Rising CostsSaturday standing on the 5. This is my not-driving horror story. @StarTribune pic.twitter.com/CuLSAlCINx— Wedge LIVE! (@WedgeLIVE) September 9, 2017
Not only is sharing road space with cars a major inconvenience and potentially dangerous, but it can also be costly, as Adam Miller found out when "a car backed into me in the Portland bike lane and I had to walk to [the bike shop] for a new front wheel."
For bike commuter Nicky of Elliot Park, a lack of secure bike parking means their transportation costs are on the rise, in the form of repairs and replacement parts.
They describe having to "lift my bike up off the sidewalk about 3 feet to lock it to the fence every single day. I have to use 2 locks, because my front wheel got stolen from this insecure location a few months ago, so I lock the frame and rear with one u-lock, and the front to the frame with a second u-lock. And, it's not covered, so my components are rusting fast thanks to our increasing rainfall levels."

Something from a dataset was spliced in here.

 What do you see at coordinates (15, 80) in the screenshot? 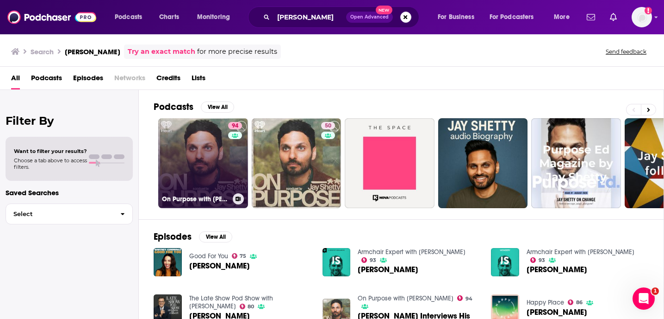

Cost will soon rise for transit riders as well, with Metro Transit set to increase fares by 25 cents on Oct. 1, with no increase in service. This is due to the GOP-controlled state legislature's refusal to fund transit at an adequate level.
Concerns for Safety and Comfort
In addition to the usual safety concerns a person might have walking, biking or taking transit--including from drivers distracted by cell phones or from streets designed as high-speed thoroughfares--non-drivers also contend with aggressive behavior and outright harassment on their commutes.

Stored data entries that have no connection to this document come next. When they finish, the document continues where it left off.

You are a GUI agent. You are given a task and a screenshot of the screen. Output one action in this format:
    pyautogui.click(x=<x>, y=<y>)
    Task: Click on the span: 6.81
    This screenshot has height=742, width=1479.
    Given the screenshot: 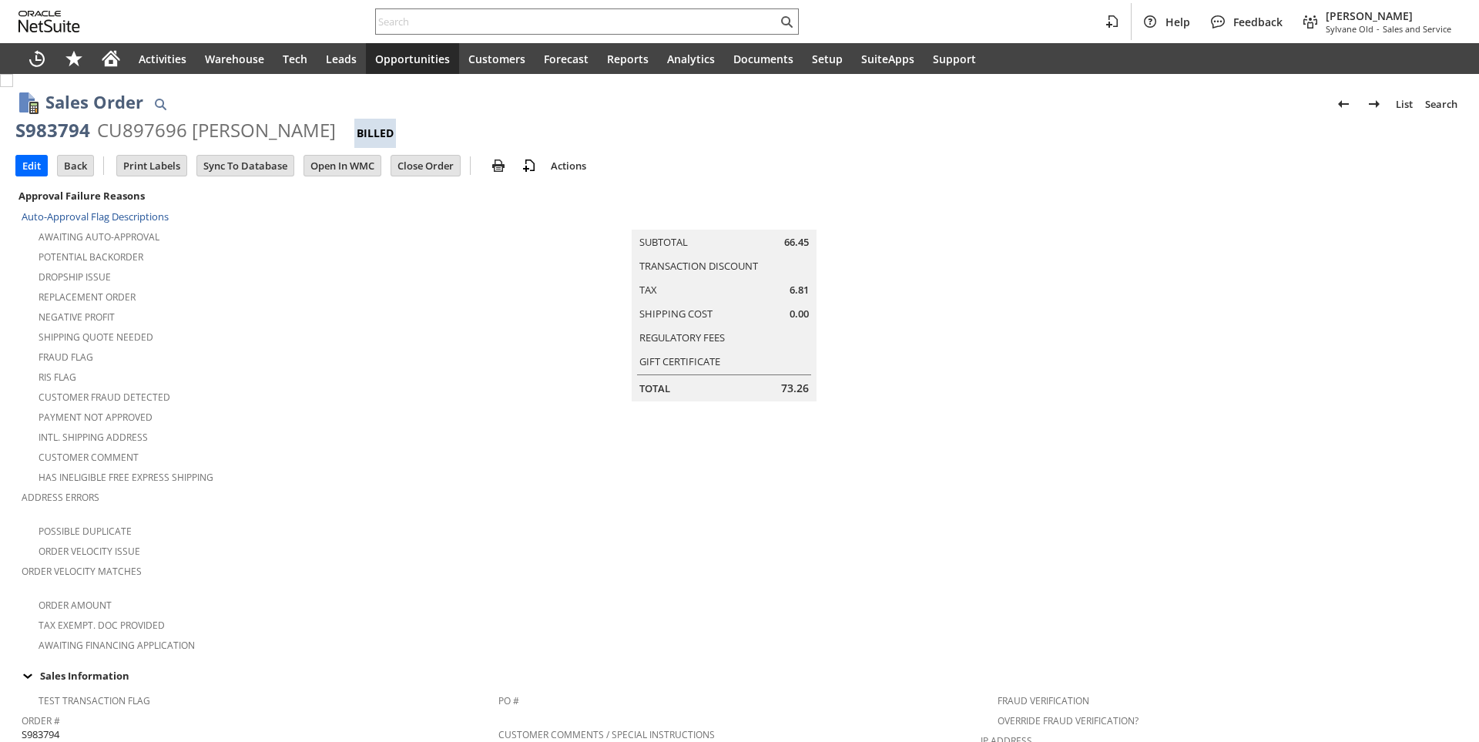 What is the action you would take?
    pyautogui.click(x=799, y=290)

"People have shouted slurs at me numerous times walking," says Ryan Johnson of Prospect Park.
"Pretty sure I was about to get assaulted once in Northeast, but the bus arrived at the right time," he said. "Things like that make me prefer to bike so I can GTFO fast, but then obviously, no escaping assholes in trucks. My former roommate had numerous experiences where drivers would road rage and shout slurs because he didn't seem straight enough while biking."

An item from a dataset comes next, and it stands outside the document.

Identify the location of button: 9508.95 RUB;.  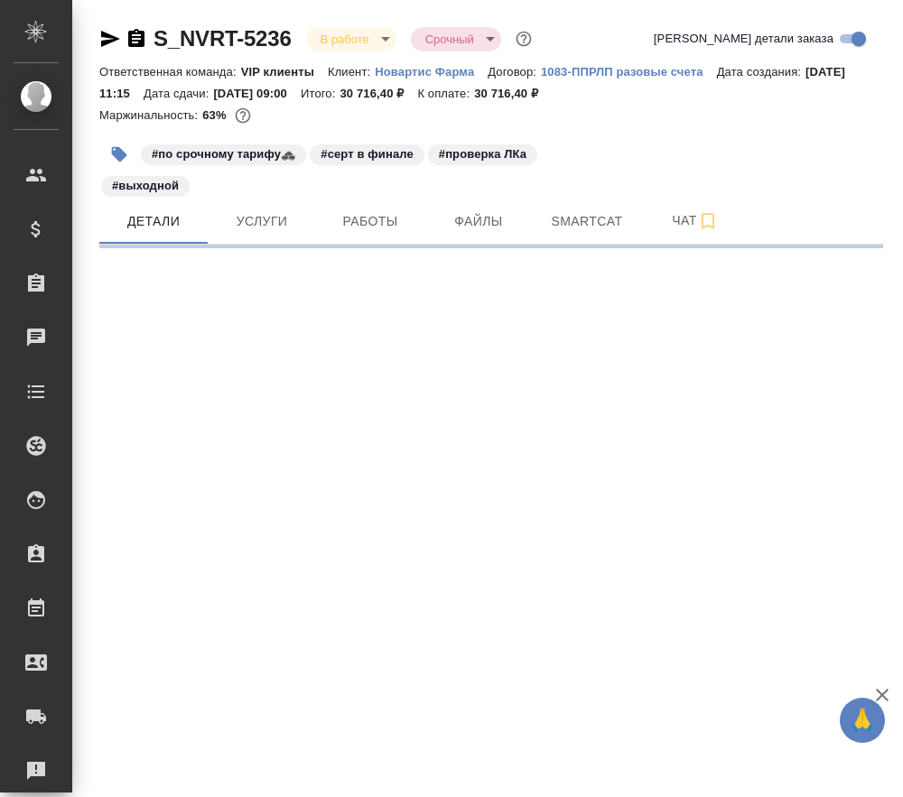
(243, 116).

Perhaps more disturbing than street harassment is the mental anguish I have personally experienced reading comments on the nextdoor website from people pretending that a new bike lane has delayed their car trip by 30 minutes.
Rider comments via Transit App show not-driving is harder than it should be |
With all the danger, discomfort and inconvenience they face on their commutes, non-drivers sometimes laugh at the parking concerns like those of a suburban lawyer who'd rather drive to work downtown than take an express bus. He makes this choice even though not driving would cut his parking expenses by $1,500 annually and get him to work in the same amount of time. Most city-dwelling transit riders would be fortunate to have a bus commute anywhere near as speedy as a car trip.
Noted guy in the Wedge, John Edwards, who is writing this blog post right now, asks, "Why exactly should a car get to live downtown rent-free for a year? We seem to understand that real estate has value as a place for people or businesses, but too many people think land stops having value the moment someone wants to park a car on it."
Some residents make arguments that because biking or transit is harder than driving, we should double down on the automobile-centered design of our city. This only perpetuates the problems, says Edwards, guy who has read the comments on the nextdoor website (editor's note: I am John Edwards).
"People say we should forget bike lanes that make it safer for people to commute by bike because it feels like their commute might be slower," Edwards observed. "They point to a lack of adequate transit as the reason we should layer our cities with as much free parking as possible, instead of pushing for policies that make better transit viable. This is largely concern-trolling from comfortable people averse to small changes."
Considering (1) the hazard cars pose to people and the environment; (2) the cost that free parking adds to the price of housing and other things we buy; and (3) the opportunity cost of land we dedicate to parking not serving some other, more productive use; driving remains embarrassingly cheap and easy.